Russia has four new regions, President Vladimir Putin claimed on Friday in a ceremony to annex more than 100,000 square kilometres of Ukraine – an area about twice the size of Nova Scotia, or 15 per cent of Ukrainian territory – that his troops have partly occupied since the war began.

This week the regions’ inhabitants voted, sometimes at gunpoint, in sham referendums that Ukraine and its allies have rejected as illegal. In his speech, Mr. Putin warned Kyiv to accept those votes as “the will of millions of people,” which his Ukrainian counterpart, Volodymyr Zelensky, has said he will not do. Mr. Putin – who has previously threatened to use Russia’s nuclear weapons in the conflict – also said his forces would “protect our lands with every means at our disposal.”

Ukraine and its allies are carefully considering their next moves in a conflict that is almost certain to escalate. Here’s what you need to know.

War in Ukraine: An overview

This isn’t the first time Mr. Putin has laid claim to part of Ukraine in recent years. In 2014, seizing on the chaos after the ouster of Ukraine’s Kremlin-allied president, Russian forces invaded the Crimean Peninsula and staged a highly disputed vote to have it rejoin Russia. Ukraine and its allies, including Canada, consider Crimea to be occupied Ukrainian territory.

Since war broke out this past February, the Black Sea coast around Crimea and the eastern regions bordering Russia have seen the heaviest fighting. Many of those lands are under Russian control now, though Ukrainian counteroffensives have hemmed them in more successfully in recent weeks.

Luhansk

Luhansk is the name of the easternmost oblast, or province, of Ukraine, and also the name of its largest city. Together with Donetsk, it’s part of an industrial heartland called Donbas that, long before the war, had a large ethnic Russian population. In 2014, Russian-backed separatists declared themselves as the Luhansk People’s Republic, seizing control of part of the oblast but claiming it in its entirety. A 2015 peace deal de-escalated, but did not stop, the breakaway republic’s battles with Ukrainian forces. Then, this past February, Mr. Putin recognized it as a sovereign nation and send a “peacekeeping” force there, one of the provocations preceding the war.

Donetsk

As in Luhansk, Donetsk has a pro-Russian junta that declared itself a separate state in 2014, and was recognized by Mr. Putin earlier this year. But the so-called Donetsk People’s Republic and its Russian backers control only about 60 per cent of the oblast itself. That now includes Mariupol, the port where Russian and Ukrainian troops spent months fighting for control of the city proper and a strategic steel factory. The siege ended in May when the Ukrainian defenders of the Azovstal factory surrendered and were taken to Russian-held territory.

Kherson

The city of Kherson, the invaders’ first major conquest of the war, has been in Russian hands since March, when Crimean officials began spreading claims that Kherson’s people wanted reunification with Russia. Cementing control over Kherson’s oblast is important to Moscow’s war effort because it allows troops to move more easily from Crimea to Odesa, a Ukrainian-held city that Mr. Putin, citing its historic ties with Russia, sees as symbolically important.

Zaporizhzhia

“Zaporizhzhia” is the name of three things critical to the war: A city with a pre-war population of about 750,000 people, a nuclear power plant south of it – one of Europe’s largest – and the oblast that encompasses both. Russian troops are in control of only one of those things, the power plant, which they seized in March; since then, there has been heavy shelling in the area, for which Ukrainian and Russian forces blame each other. The plant’s reactors were shut down in September as Ukraine’s Energy Minister told The Globe and Mail it was close to a “Fukushima scenario,” referring to 2011′s nuclear disaster in Japan.

What happens to these four regions next?

  • Pomp in Moscow: Mr. Putin was at the Kremlin on Friday for a signing ceremony to formally annex Luhansk, Donetsk, Kherson and Zaporizhzhia, whose Russian-approved leaders were also present. Russia’s parliament, which Mr. Putin controls, will at some point ratify treaties to incorporate the territories, which its leader says could happen by Oct. 4.
  • Military draft: The Donetsk and Luhansk republics already had their own conscription policies when the war started, and Moscow has been calling up more and more of its reservists to fight in Ukraine. Once Russia’s military considers the annexed regions’ residents to be Russians, they might be forced to join up – unless those unwilling to do so can flee the country, as many men of fighting age have been doing already.
  • Nuclear tensions: Russian officials have said they’ll consider the annexed regions part of the country’s nuclear umbrella, and when hostilities continue there – which is likely – the world will watch anxiously to see whether Mr. Putin carries out his threat to use tactical nuclear weapons.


▸ **Task instructions**
Copy, word for word, the lines below from the one containing "This screenshot has width=1561, height=747." up to and including the one containing "pixels, height=551 pixels.", with pictures left out.

▸ **Provided records**
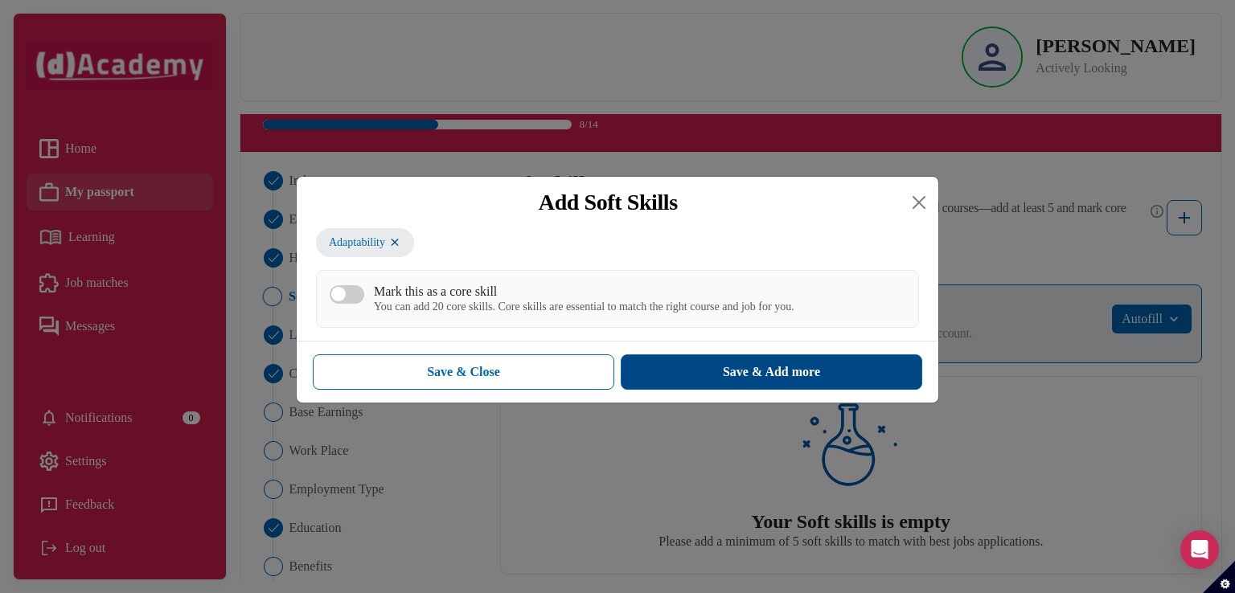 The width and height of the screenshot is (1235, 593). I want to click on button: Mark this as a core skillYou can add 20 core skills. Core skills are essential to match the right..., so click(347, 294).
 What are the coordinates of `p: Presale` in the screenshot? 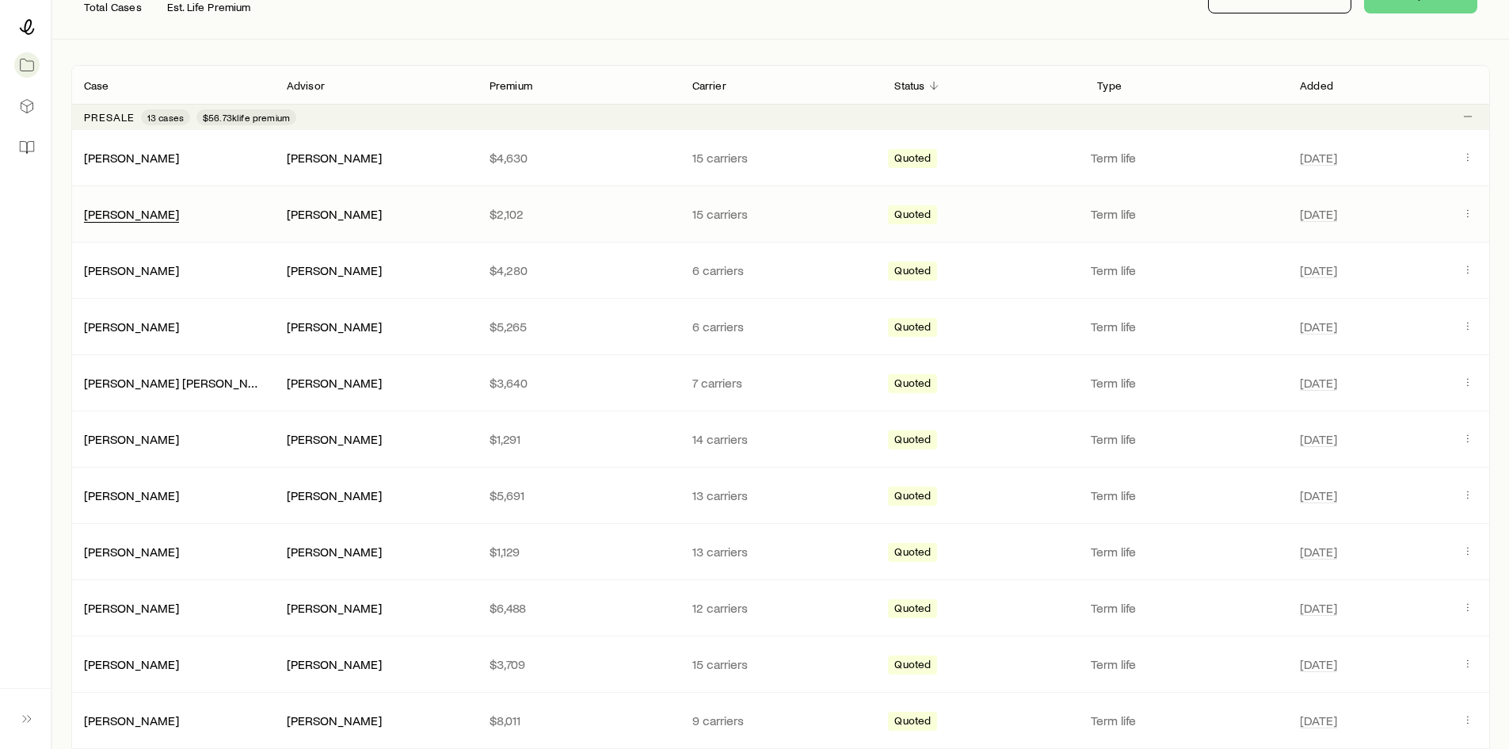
---
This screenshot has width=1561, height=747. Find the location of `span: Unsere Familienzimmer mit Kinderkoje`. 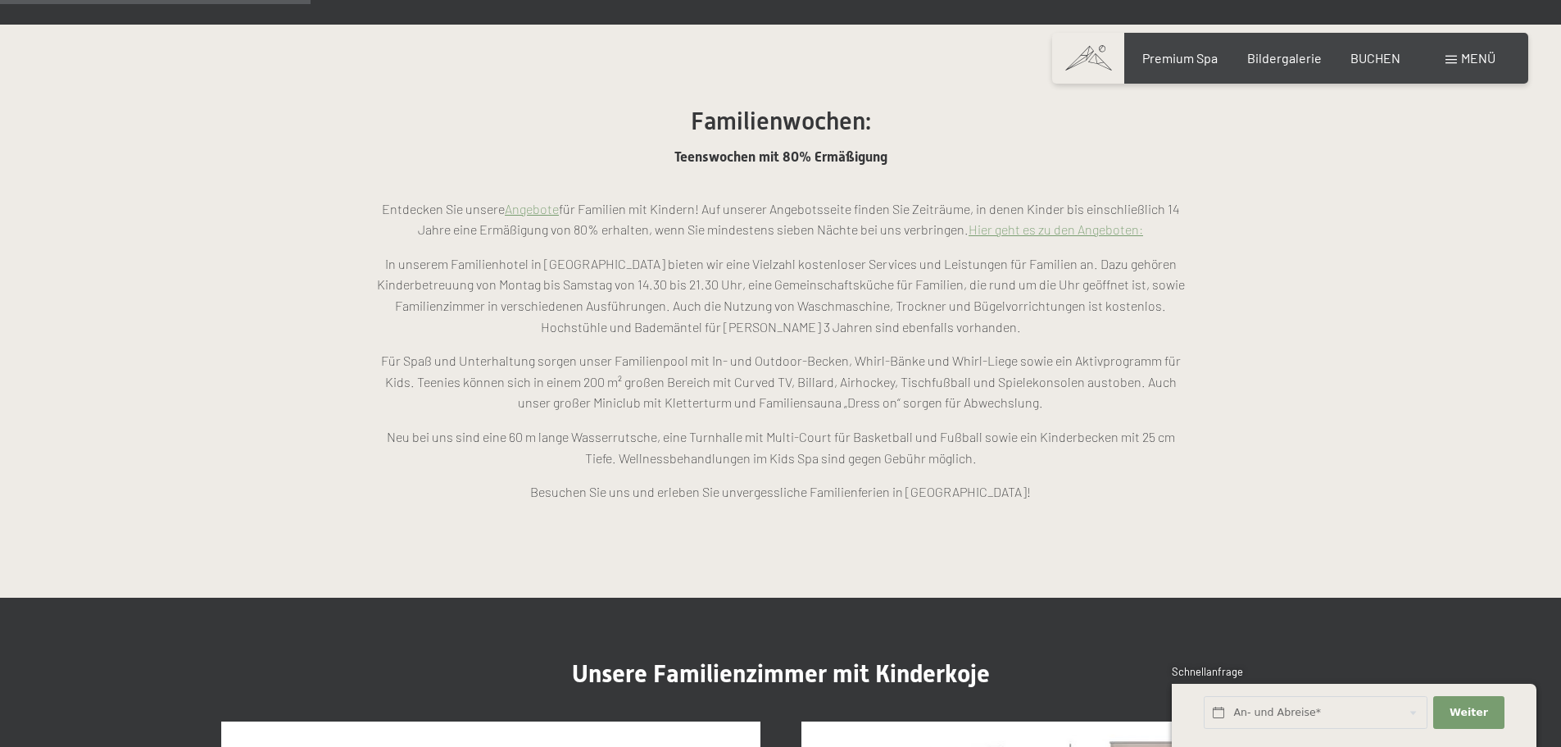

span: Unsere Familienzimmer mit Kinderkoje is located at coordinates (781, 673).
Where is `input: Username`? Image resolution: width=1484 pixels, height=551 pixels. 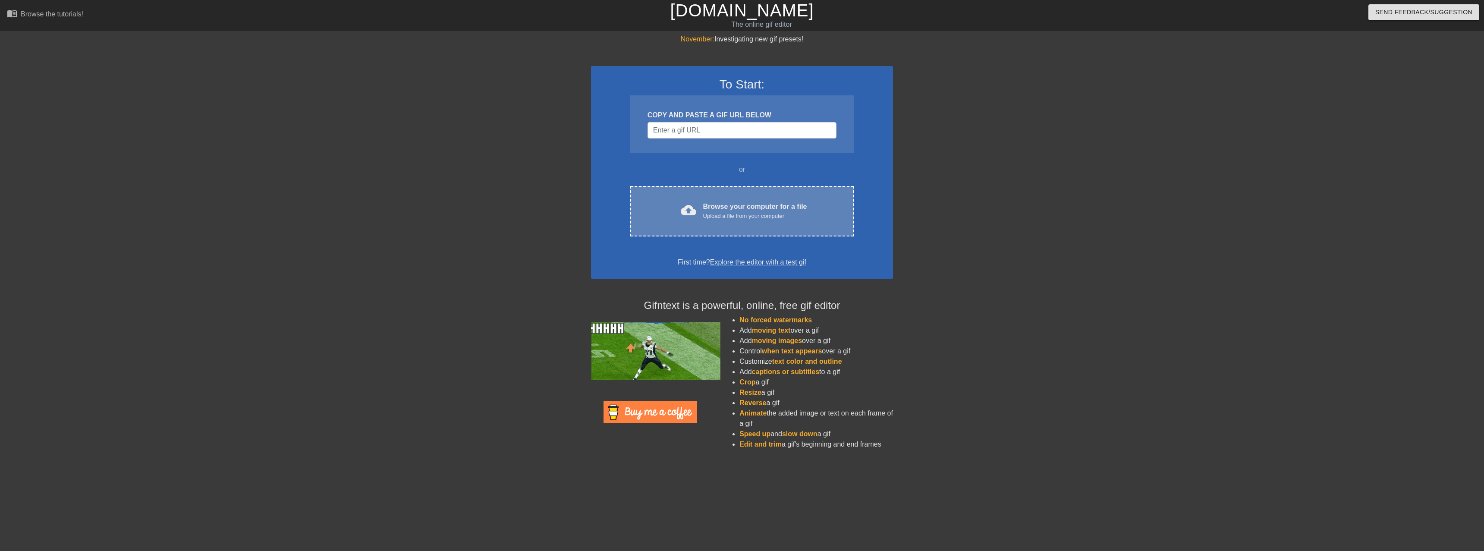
==
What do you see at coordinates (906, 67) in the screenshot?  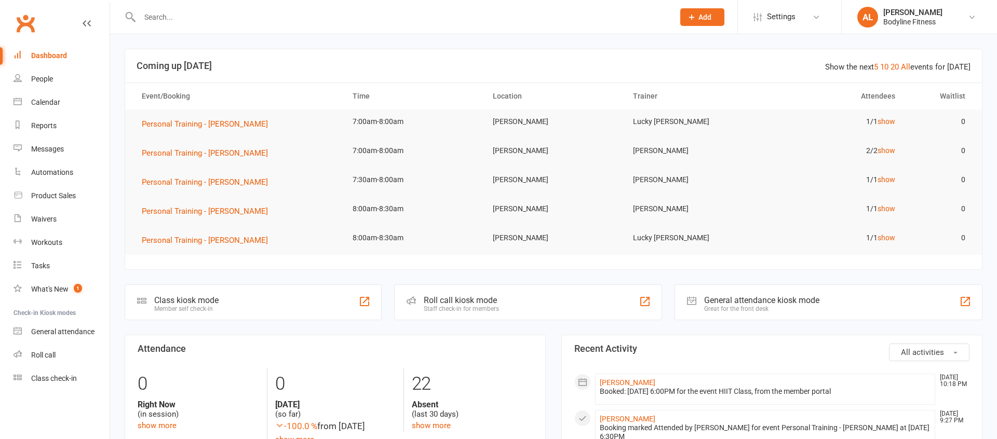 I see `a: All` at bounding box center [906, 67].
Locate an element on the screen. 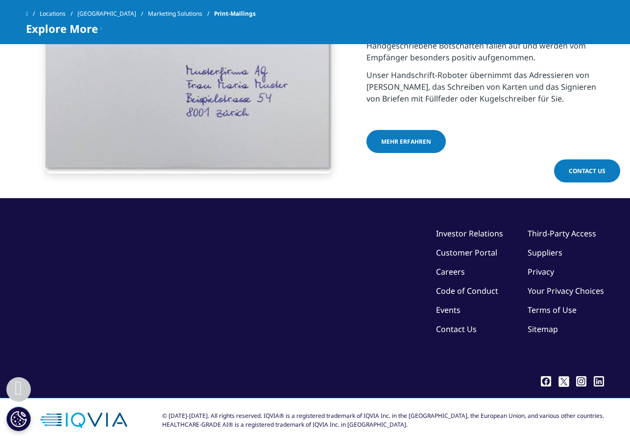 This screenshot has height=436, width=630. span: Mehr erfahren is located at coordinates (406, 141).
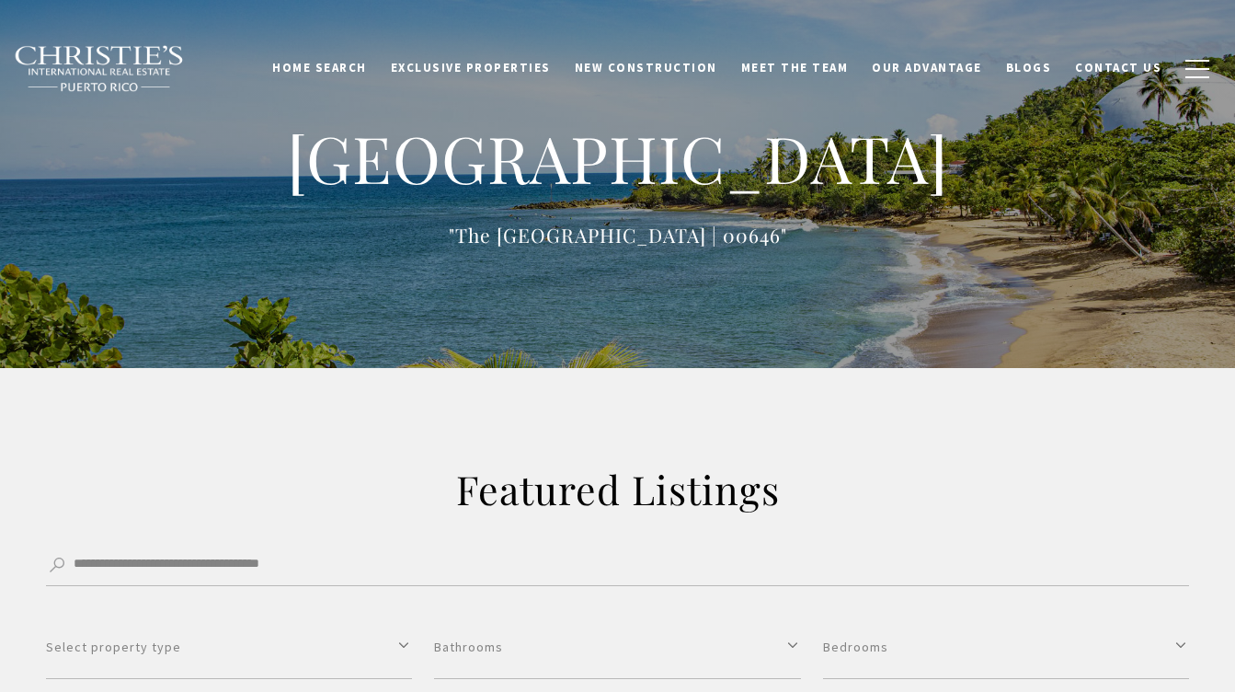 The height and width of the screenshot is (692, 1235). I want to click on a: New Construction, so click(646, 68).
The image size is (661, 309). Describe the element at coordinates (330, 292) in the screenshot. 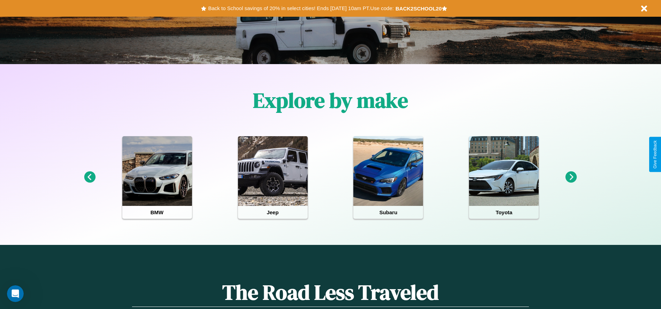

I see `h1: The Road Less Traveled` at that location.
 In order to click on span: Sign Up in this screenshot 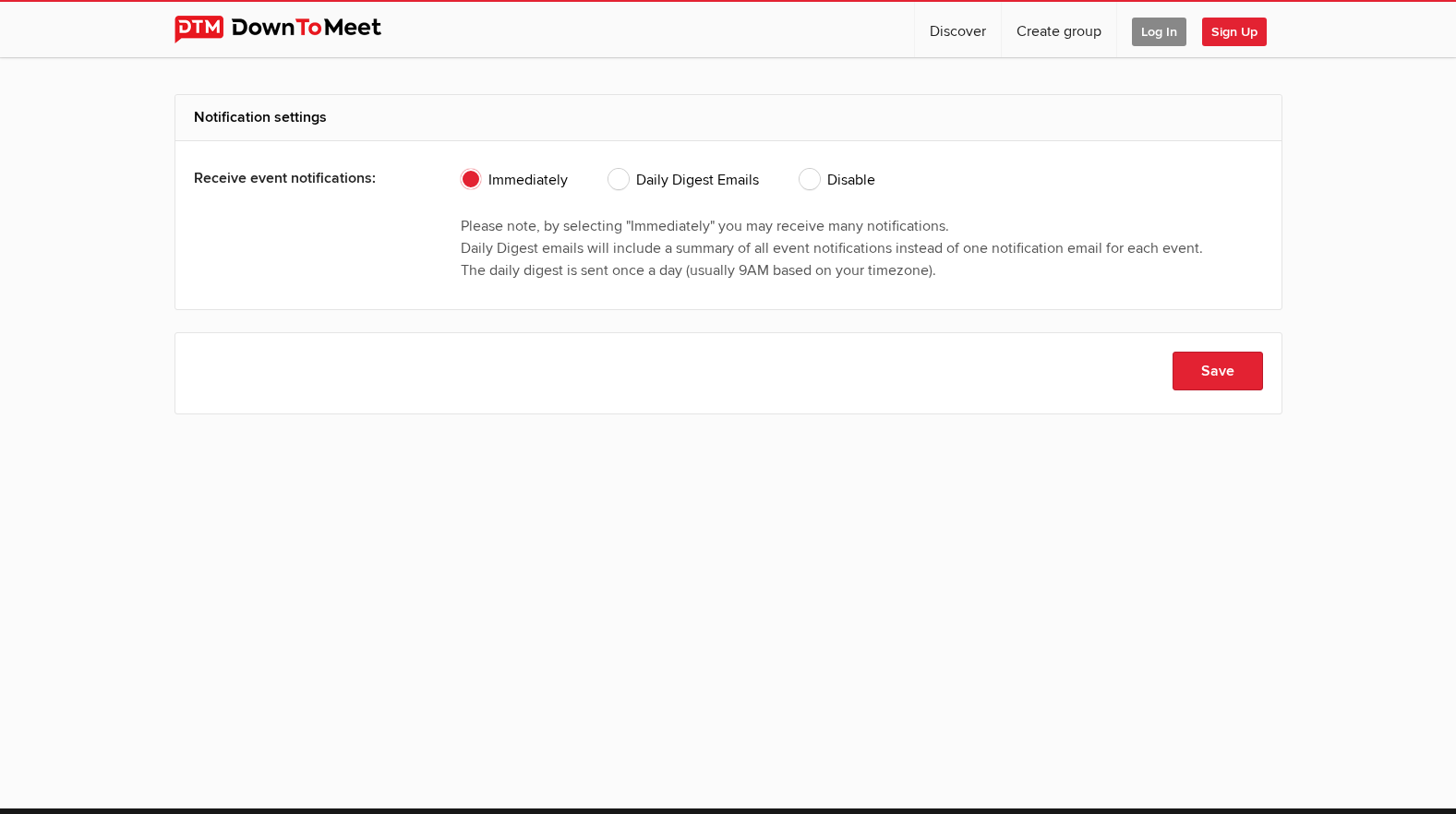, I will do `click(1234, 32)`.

▸ **Task response**
This screenshot has width=1561, height=747. Find the location of `span: Unsere Familienzimmer mit Kinderkoje`. 

span: Unsere Familienzimmer mit Kinderkoje is located at coordinates (781, 673).
Where is `input: Username`? Image resolution: width=1484 pixels, height=551 pixels. 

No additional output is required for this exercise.